70-foot-long bridge survives series of earthquakes

Updated Jan 31, 2015

steel-bridgeUntitled-1A 70-foot-long, 52-ton bridge was tried and tested by the University of Nevada, Reno’s new Earthquake Engineering Lab. The experiment was to see if the bridge would survive a series of 10 earthquakes – and it did!

“It was a complete success. The bridge withstood the design standard very well and today went over and above 2.2 times the design standard,” John Stanton, civil and environmental engineering professor and researcher from the University of Washington, said. Stanton collaborated with Foundation Professor David Sanders of the University of Nevada, Reno in the novel experiment.

“The bridge performed very well,” Sanders said. “There was a lot of movement, about 12 percent deflection – which is tremendous – and it’s still standing. You could hear the rebar inside the columns shearing, like a zipper opening. Just as it was designed to do.”

The bridge was designed at the University of Washington in Seattle and built atop hydraulically driven shake tables. The ground motions of the simulated earthquakes were similar to those  recorded in the deadly and damaging 1995 magnitude 6.9 earthquake in Kobe, Japan.

The bridge shook, rattled and twisted but was still standing at the end of the experiment.

“Sure we broke it, but we exposed it to extreme, off-the-scale conditions,” Stanton said. “The important thing is it’s still standing, with the columns coming to rest right where they started, meaning it could save lives and property. I’m quite happy.”

If further experiments are as successful as this one, the team hopes its new rocking, pre-tensioned concrete bridge support system will be implemented around the country in hopes of saving lives, reducing construction time and minimizing earthquake damage.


→ About this task
Below are records; extract exactly the lines from the one containing "is (1062, 713)." through the last, both included, and keep the pictures out.

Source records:
== Segment start ==

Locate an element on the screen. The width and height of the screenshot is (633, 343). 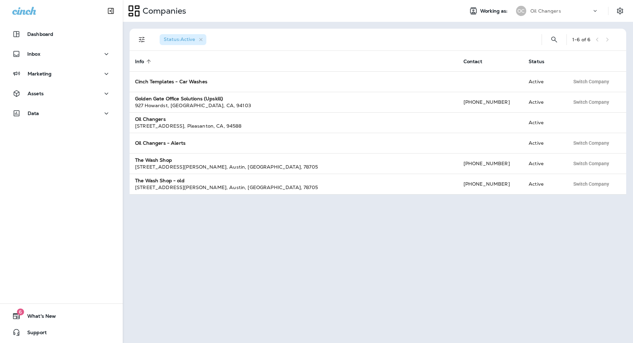
p: Marketing is located at coordinates (40, 74).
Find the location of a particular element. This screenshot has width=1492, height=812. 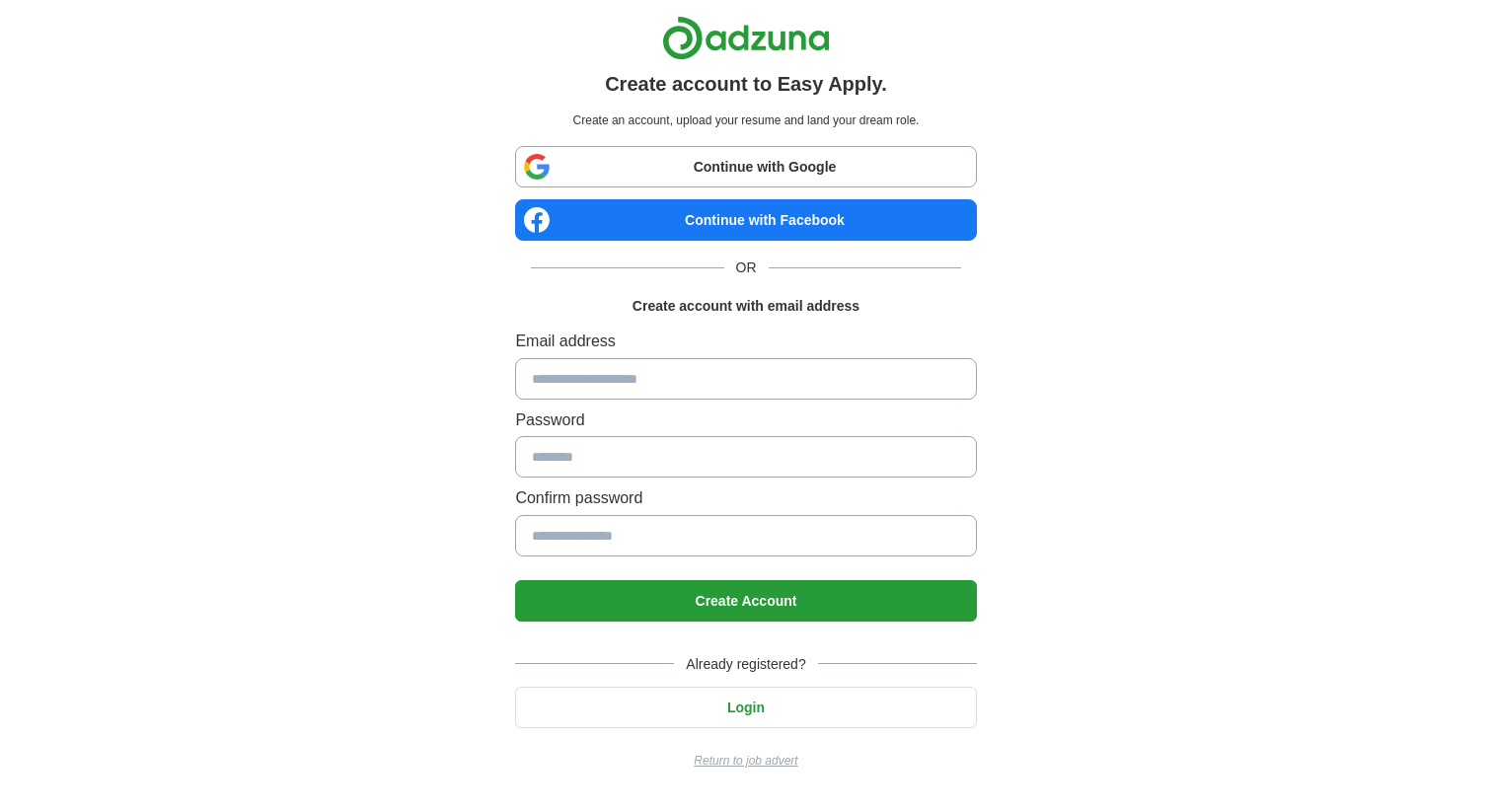

img: Adzuna logo is located at coordinates (746, 38).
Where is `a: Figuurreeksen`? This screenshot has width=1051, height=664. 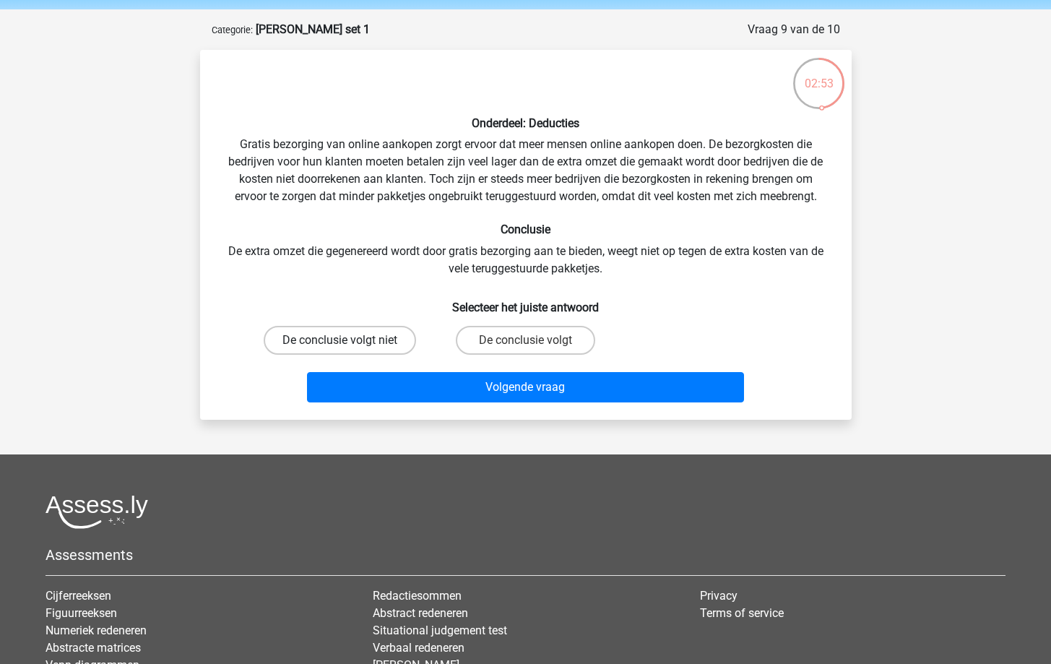 a: Figuurreeksen is located at coordinates (81, 613).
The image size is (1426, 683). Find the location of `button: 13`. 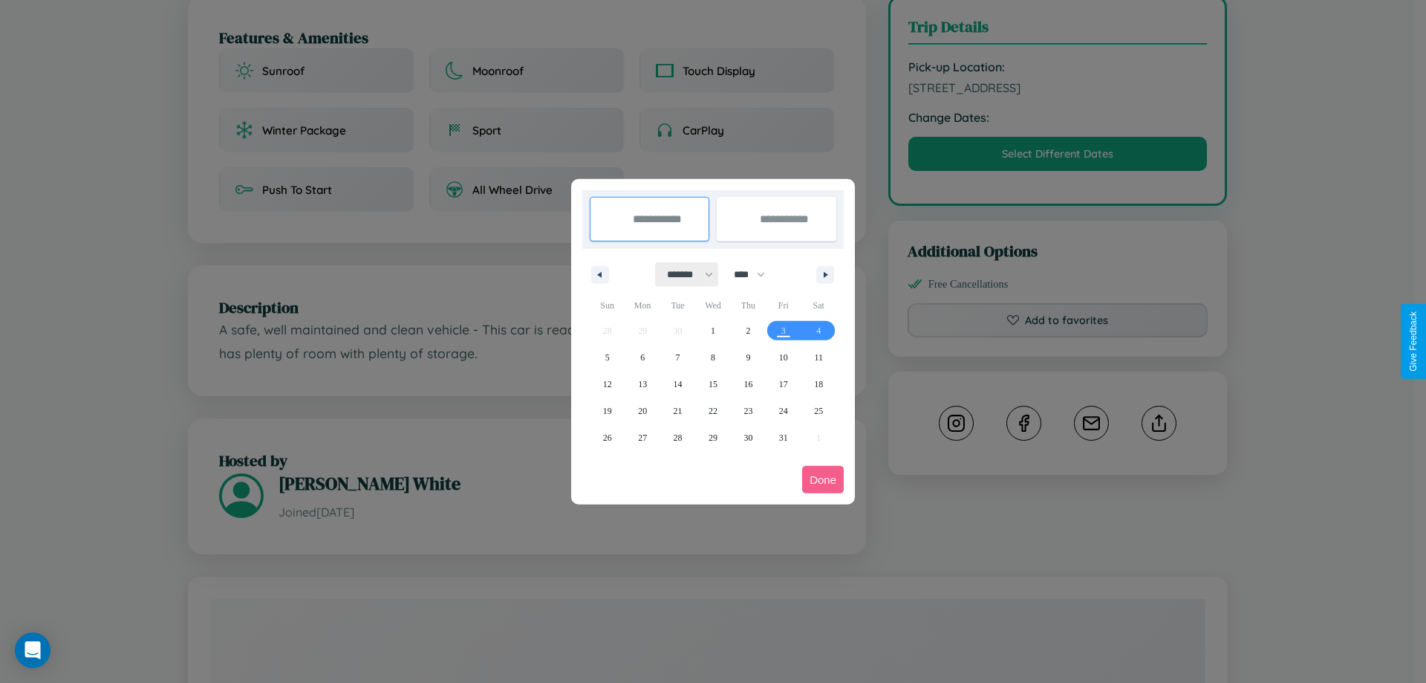

button: 13 is located at coordinates (642, 384).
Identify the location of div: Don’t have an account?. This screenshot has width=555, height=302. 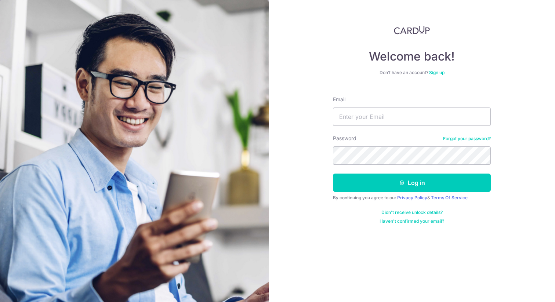
(412, 73).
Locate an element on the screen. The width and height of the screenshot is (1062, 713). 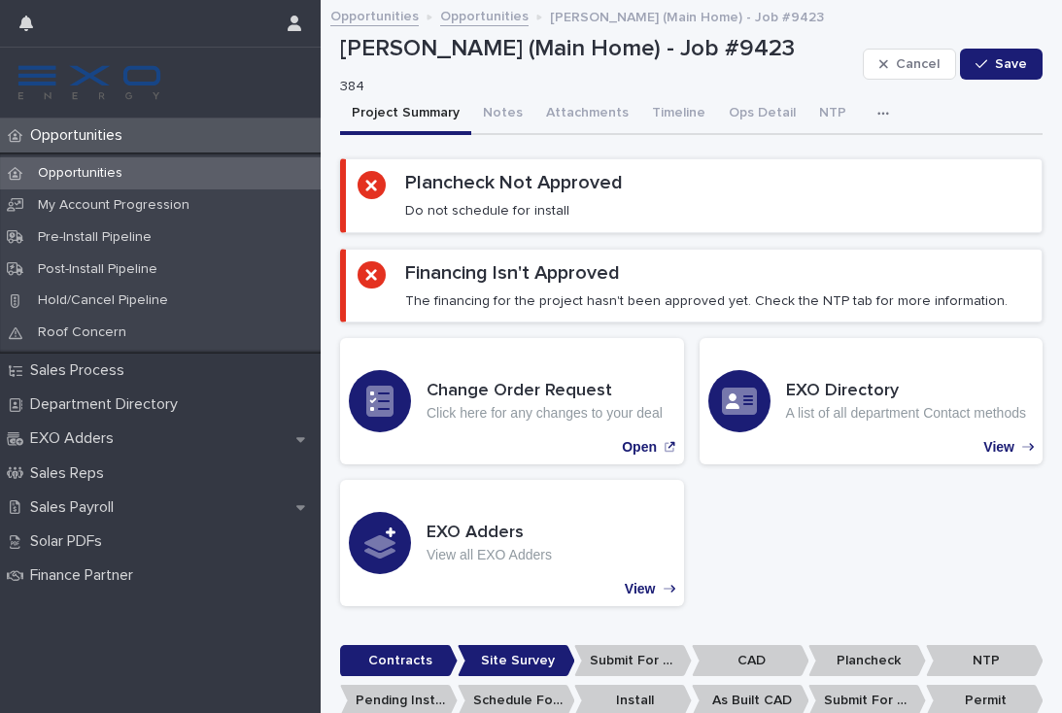
p: 384 is located at coordinates (594, 86).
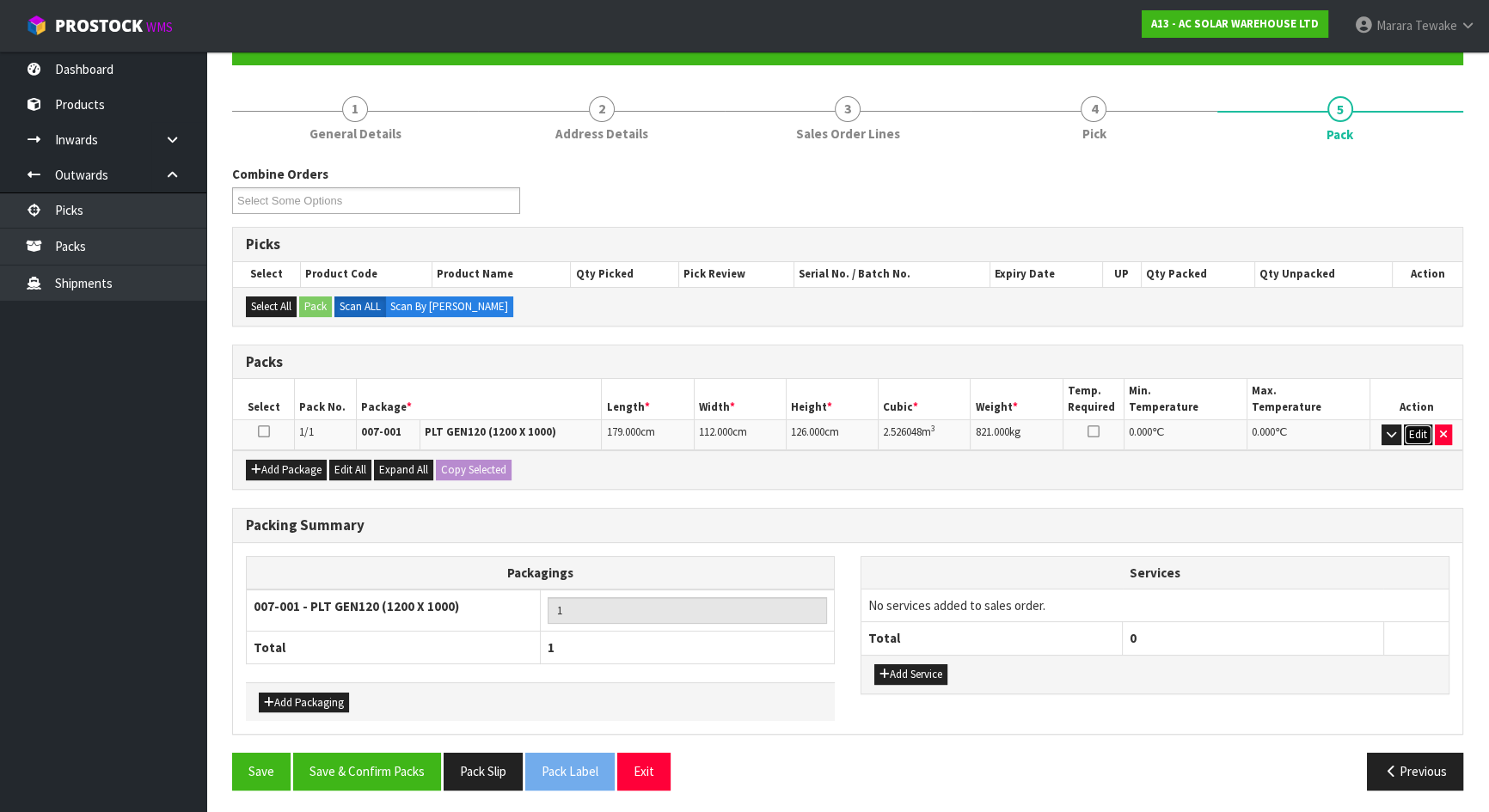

== Segment end ==

→ Task answer
Locate an element on the screen. The width and height of the screenshot is (1062, 713). 
p: 384 is located at coordinates (594, 86).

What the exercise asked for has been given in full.